With no universal pensions or benefits system in place, in the nineteenth century for many wives the loss of their life partner also meant the loss of their entire household income, or at the very least a significant portion of it. According to the Poor Law Amendment Act (1834), widows were entitled to outdoor relief – meaning assistance outside of the workhouse in the form of money, medical services, food, coal, and/ or clothes – for the first six months of their bereavement in most districts. Women did have the option to apply for further relief after their initial six months of widowhood, but the application of the law was highly inconsistent from region to region. In addition, the physical, financial, and psychological cost involved in repeatedly travelling to, appearing before, and answering the probing questions of the Board of Guardians could be considerable for some women.
To be eligible for a pension from the army, the widow’s husband had to have held at least the rank of officer, and had to have served for ten or more years on full pay, or been killed in action. As a direct consequence of the Crimean War (1853–56), in 1854 the Royal Patriotic Fund Corporation (RPFC) was created to help on-the-strength widows of other ranks, and in 1885 the Soldiers’ and Sailors’ Families Association (SSFA), too, was established to alleviate the hardship faced by widows of ordinary soldiers, be they on-the-strength or off-the-strength. But while numerous similar charitable organizations and friendly societies would spring up in the course of the Victorian period, the provision for war widows remained, as for the majority of widows in general, highly sporadic and inconsistent.
Many charities – including the RPFC and SSFA – also abided by the principles set out by the Charity Organisation Society (COS), founded in 1869. The COS advocated a home visiting system to assess whether households were deserving or undeserving of assistance, and this was usually determined by women’s adherence to middle-class standards of respectability, housekeeping, and parenting. The image of the poor these narrow criteria perpetuated is perhaps best illustrated in the comment of a defender of the COS in 1881. They insisted that, “in a large proportion of instances, investigation shows that nothing can be done, that advice would be pearls for swine, that money given would go straight to the publican, or that the applicant trades in obtaining charity by false representation”. Indeed, in the same year the COS’s own monthly journal makes clear the organisation’s views as to the causes of poverty among the working classes. Poverty and destitution, they explain, result from “improvident habits and thriftlessness”, which could only be addressed “through self-denial, temperance and forethought”.
Many widows had to survive on a combination of patchy pensions, relief through the Poor Law, charity from friends, family, and benevolent societies, and whatever work they were able to secure. It’s not surprising that newspapers and periodicals sometimes featured calls for donations for the widows of men who had been well regarded in society, or for widows whose circumstances were particularly dramatic. These pieces would usually detail the widow’s – and, where applicable, her children’s – situation, illustrating her husband’s importance and/ or achievements to convey her deservingness. In March 1844, for example, Punch reported that Colonel Fawcett’s widow, despite his distinguished military career, was refused a pension because her husband had died in a duel. A fortnight later, Punch published an article titled “A Handsome Thing Handsomely Done”, announcing: “the Duke of Wellington, Earls Winchelsea and Cardigan, the Attorney-General for Ireland, and other distinguished heroes of twelve paces […] will charge themselves with the payment of the pension denied to her by Sir Robert Peel”.
A small number of widows were granted a civil pension for the services their husbands had rendered to the country, but – ironically – these pensions were usually reserved for the wives of high-ranking military heroes, politicians, and, on occasion, scientists and authors of note; that is, those who were unlikely to be in need of financial assistance. One commentator, Douglas Jerrold, cynically observed that in order to receive £200 via the civil pensions lists, a widow would first have to convince the Prime Minister that she was already worth at least £10,000.
If you’d like to know more about war widows in the Victorian period, why not take a look at our Library, where you’ll find links to newspaper articles, paintings, autobiographies, and other sources from this period.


Work instruction:
Check every line below, and copy those that include "hamp".

Data entries for graphics:
****************************************

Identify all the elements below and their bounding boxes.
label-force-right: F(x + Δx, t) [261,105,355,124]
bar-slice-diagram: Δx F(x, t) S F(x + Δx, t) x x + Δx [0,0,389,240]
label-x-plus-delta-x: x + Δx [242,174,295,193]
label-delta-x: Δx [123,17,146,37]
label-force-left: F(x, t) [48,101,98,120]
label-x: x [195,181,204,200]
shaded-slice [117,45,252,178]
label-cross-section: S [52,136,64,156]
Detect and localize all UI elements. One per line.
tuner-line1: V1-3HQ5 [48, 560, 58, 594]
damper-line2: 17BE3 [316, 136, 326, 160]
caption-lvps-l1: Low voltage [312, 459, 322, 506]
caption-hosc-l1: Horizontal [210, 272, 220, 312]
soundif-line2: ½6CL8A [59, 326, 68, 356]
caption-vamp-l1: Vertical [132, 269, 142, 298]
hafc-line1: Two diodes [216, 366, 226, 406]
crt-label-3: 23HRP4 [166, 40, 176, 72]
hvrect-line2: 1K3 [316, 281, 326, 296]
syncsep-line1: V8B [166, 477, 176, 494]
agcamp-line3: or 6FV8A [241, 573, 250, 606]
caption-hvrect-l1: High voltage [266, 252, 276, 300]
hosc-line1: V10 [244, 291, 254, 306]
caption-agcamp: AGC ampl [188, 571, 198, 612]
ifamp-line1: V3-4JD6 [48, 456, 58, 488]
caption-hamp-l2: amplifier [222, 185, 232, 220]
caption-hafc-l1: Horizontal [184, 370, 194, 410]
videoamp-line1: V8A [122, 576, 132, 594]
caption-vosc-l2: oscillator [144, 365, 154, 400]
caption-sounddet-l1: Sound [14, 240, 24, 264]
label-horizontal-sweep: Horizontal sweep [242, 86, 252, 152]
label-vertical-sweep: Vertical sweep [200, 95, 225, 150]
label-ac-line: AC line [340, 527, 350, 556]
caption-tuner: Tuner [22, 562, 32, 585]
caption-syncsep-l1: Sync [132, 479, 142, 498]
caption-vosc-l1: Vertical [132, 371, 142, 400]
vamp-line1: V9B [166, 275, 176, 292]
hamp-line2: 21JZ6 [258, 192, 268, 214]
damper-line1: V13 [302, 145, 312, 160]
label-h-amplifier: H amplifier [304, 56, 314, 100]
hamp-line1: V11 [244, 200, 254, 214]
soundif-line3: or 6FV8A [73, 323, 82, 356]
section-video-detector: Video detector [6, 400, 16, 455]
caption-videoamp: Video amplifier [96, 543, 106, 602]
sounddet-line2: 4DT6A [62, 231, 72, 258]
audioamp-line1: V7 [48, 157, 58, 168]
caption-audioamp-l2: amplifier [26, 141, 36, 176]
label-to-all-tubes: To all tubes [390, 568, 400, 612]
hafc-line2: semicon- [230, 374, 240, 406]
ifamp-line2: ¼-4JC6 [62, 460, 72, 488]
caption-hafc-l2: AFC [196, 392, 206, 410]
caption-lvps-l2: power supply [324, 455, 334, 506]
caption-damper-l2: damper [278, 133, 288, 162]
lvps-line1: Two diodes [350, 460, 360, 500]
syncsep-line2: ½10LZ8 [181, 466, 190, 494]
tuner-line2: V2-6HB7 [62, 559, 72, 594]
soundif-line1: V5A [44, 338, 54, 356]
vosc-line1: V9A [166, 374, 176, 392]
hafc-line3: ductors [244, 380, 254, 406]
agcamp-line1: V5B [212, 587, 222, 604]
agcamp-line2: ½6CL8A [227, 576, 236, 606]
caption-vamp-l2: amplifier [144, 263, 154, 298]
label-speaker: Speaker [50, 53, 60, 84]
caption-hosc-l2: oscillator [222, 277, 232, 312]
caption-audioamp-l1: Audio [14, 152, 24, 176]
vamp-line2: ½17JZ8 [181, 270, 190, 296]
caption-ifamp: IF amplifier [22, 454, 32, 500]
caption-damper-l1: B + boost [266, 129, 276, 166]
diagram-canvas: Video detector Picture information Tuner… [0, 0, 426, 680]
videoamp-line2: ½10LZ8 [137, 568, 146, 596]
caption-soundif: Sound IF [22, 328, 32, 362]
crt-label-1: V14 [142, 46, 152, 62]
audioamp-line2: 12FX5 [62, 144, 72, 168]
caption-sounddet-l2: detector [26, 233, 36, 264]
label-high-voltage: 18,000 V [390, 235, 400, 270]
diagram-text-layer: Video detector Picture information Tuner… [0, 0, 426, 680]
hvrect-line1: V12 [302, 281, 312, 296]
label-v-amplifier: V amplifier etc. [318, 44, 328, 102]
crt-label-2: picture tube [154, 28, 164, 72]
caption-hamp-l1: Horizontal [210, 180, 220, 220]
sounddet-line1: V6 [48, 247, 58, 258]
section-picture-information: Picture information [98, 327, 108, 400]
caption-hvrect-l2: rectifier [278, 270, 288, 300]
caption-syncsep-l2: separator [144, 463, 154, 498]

****************************************

The answer:
caption-hamp-l2: amplifier [222, 185, 232, 220]
hamp-line2: 21JZ6 [258, 192, 268, 214]
hamp-line1: V11 [244, 200, 254, 214]
caption-hamp-l1: Horizontal [210, 180, 220, 220]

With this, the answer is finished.